The God pointed to through the Bible is often identified as “the God of the orphan, the widow and the foreigner [who sojourns among us].”  It’s an expression that the all-powerful, the greatest force we can imagine is identified not with gold and might, not with weapons or victory, but with the smallest and overlooked, those on the margins and powerlessly in need.  It’s a completely violent contrast with the victorious image of God we most commonly follow: a God who wins, overcomes, heals and protects, gives generously and responds when we call.  Is it any wonder then, that when we don’t experience this false-God we’ve created, that we lose faith?

 

That’s not to say that God isn’t true, or big, or actively present.  I believe God is.  But what I often look for is not who or what God is.  I need glasses to see more completely, yet even then when I look and interact with the world I see first through the lens of my privilege.  I never worried about going to college.  The question wasn’t if, but where.  I have never worried about getting the next meal, except when traveling in a foreign city that I didn’t know how to navigate.  My opinions are usually heard and respected, even in loud rooms.  I do not fear the police.
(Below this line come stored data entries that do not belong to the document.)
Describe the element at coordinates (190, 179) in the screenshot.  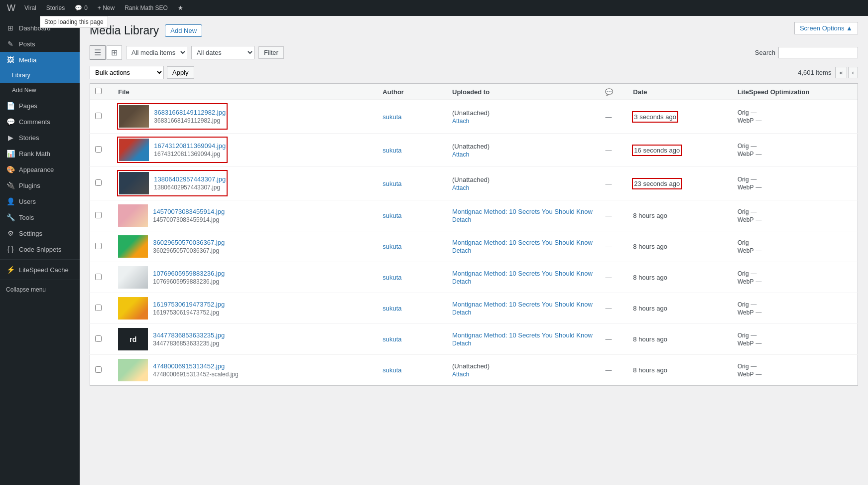
I see `file-name-link: 13806402957443307.jpg` at that location.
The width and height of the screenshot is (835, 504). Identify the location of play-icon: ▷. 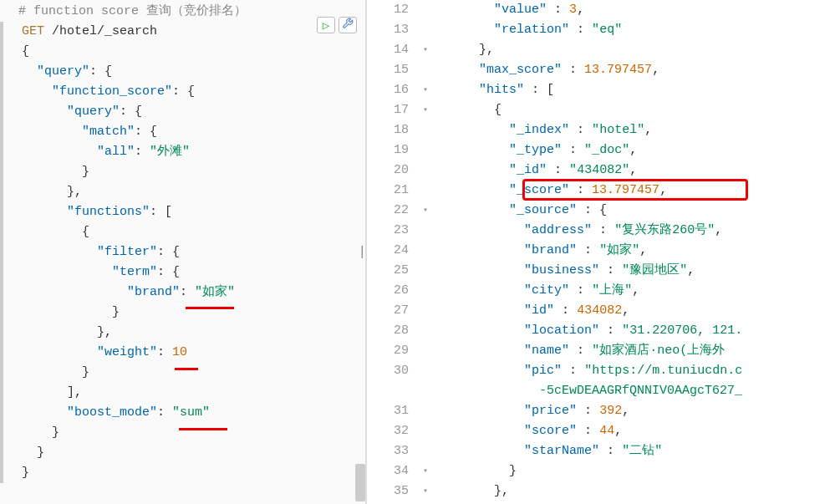
(326, 25).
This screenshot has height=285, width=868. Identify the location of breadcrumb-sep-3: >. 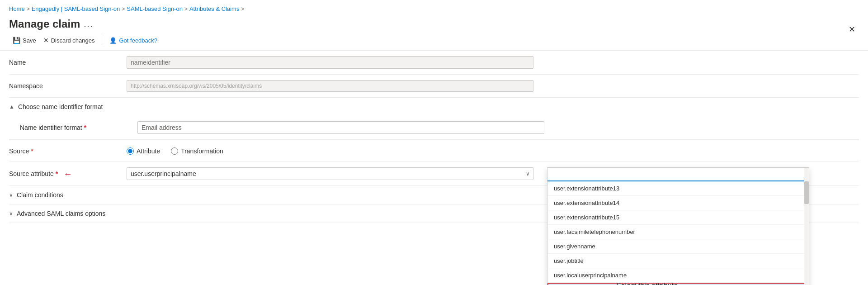
(186, 9).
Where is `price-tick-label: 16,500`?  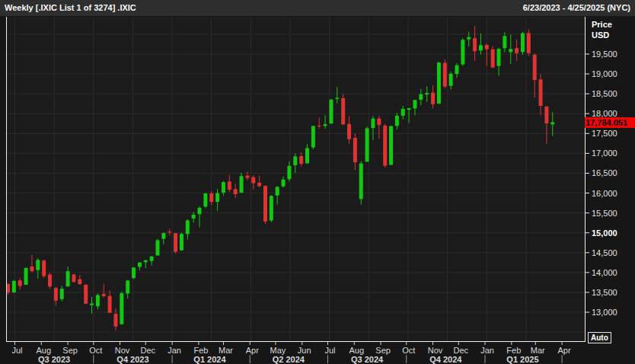 price-tick-label: 16,500 is located at coordinates (605, 173).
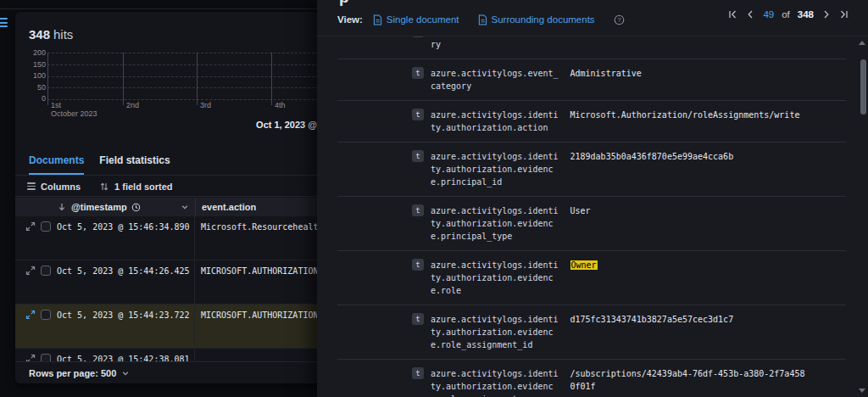 Image resolution: width=868 pixels, height=397 pixels. I want to click on column-menu-chevron-icon, so click(185, 207).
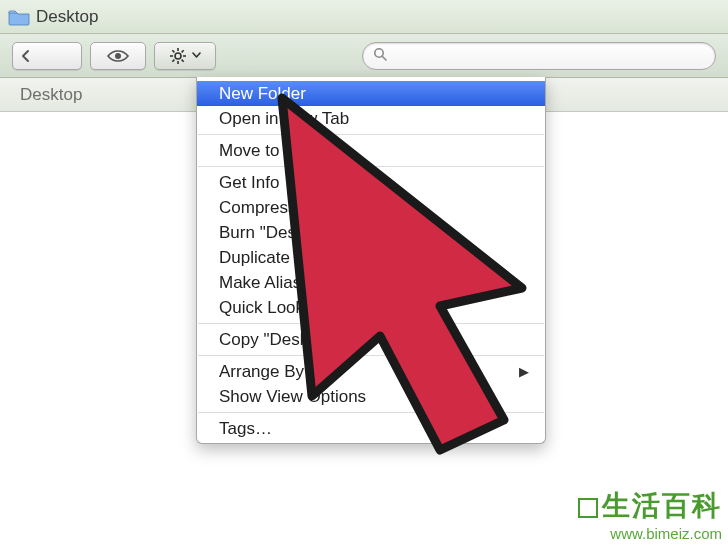  I want to click on menu-item-get-info: Get Info, so click(371, 182).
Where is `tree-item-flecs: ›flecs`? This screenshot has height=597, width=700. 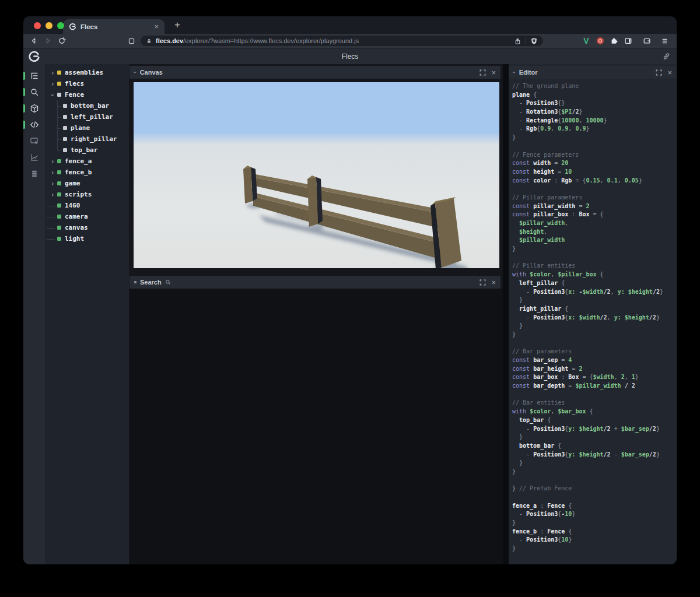
tree-item-flecs: ›flecs is located at coordinates (87, 84).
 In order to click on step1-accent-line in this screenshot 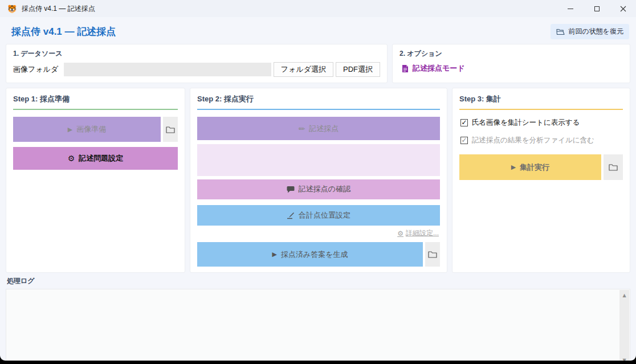, I will do `click(96, 109)`.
Ever.  I have yet to have someone follow me when I enter a store, scare when I knock on their door, or generally refuse to help me when I ask out of great need.  I’ve never wondered if my life matters, except when I have wallowed in self-doubt from my ambitions dreams.

 

But that’s not true for many, if not most others in my world, or parallel to it.  I have been an immigrant to Europe.  I had bureaucratic travails, but was never left in a train station, locked in the back of a truck or desperately stuck enough to get on a sinking boat.  I look at the immigrant explosion in Europe of those feeling destruction in death in their crumbling homelands, and I’m certain that God would be, is on their side.  Those who have power, often don’t need God.  Those with nothing and no one, have no where else to turn, or maybe more accurately see clear enough to know that they have no real power or control over the chaos and suffering of life.  They’re looking for the God of the universe, not of their universe.

 

I look at my own city and see the way in which children are treated differently.  I don’t fear sending my kids down the street with cash to go to a store to buy an ice cream (of course I’m choosy about where I do that).  I don’t fear that they’ll be shot or hurt by police.  When I see them not having their academic needs addressed in their public school, I am frustrated, but I know that I have the skill and means to ensure that they overcome those problems.

 

I look in my own Presbyterian Church and see a church in Oakland that has long hosted a nesting and emerging, and now vibrantly alive community of faith.  I see how the decreasing historic church is envious of the success of the immigrant church, and so strikes out to take back the little the immigrant church has in order to become like it.  I see how an Hispanic pastor acts against her own Hispanic community because of institutional racism, furthering the notions of a society of privilege, calling people like herself campesino, backwards country-bumpkins, because they don’t fit in to the majority image of what American, successful, or Christian looks like.

 

When I slow down and really look, I can see how we visit the sins of our ancestors upon our children.  My privilege, (which isn’t bad in itself, but most likely was acquired at the expense of others) enables the privilege of my children.  That’s not bad in itself.  I love my kids.  I want the best for them.  And that doesn’t have to be at the expense of another kid.  I see the floods of immigrants coming into our own country, into my city, fleeing murder and persecution by gangs, extortion and kidnapping in Central America.  It’s not that different than those fleeing ISIS into Europe.  We don’t need a fence to keep them out.  We don’t need guns to chase them off.  They aren’t coming to take what’s mine.  They’re coming because they see hope, they see a chance that they would like to receive, a chance that my ancestors received generations ago.

 

It’s not a question of me or them.  It’s not a question of fight or flight.  It’s a question of faith: faith in a God who identifies with the smallest, and overlooked; the powerless and the least.  A God who is not afraid of being overwhelmed, defeated, depressed or dragged down.  I believe in a God who calls us to give our lives away, to take up a cross, to embrace a life of radical solidarity.  My faith invites me to join my voice to theirs, to give of my time and resources, to invest my life-force and hope first and foremost in a God who is identified with orphans and widows and immigrants – those that don’t have others looking out for them.  To do otherwise, is to follow a different god, what the Bible calls idolatry.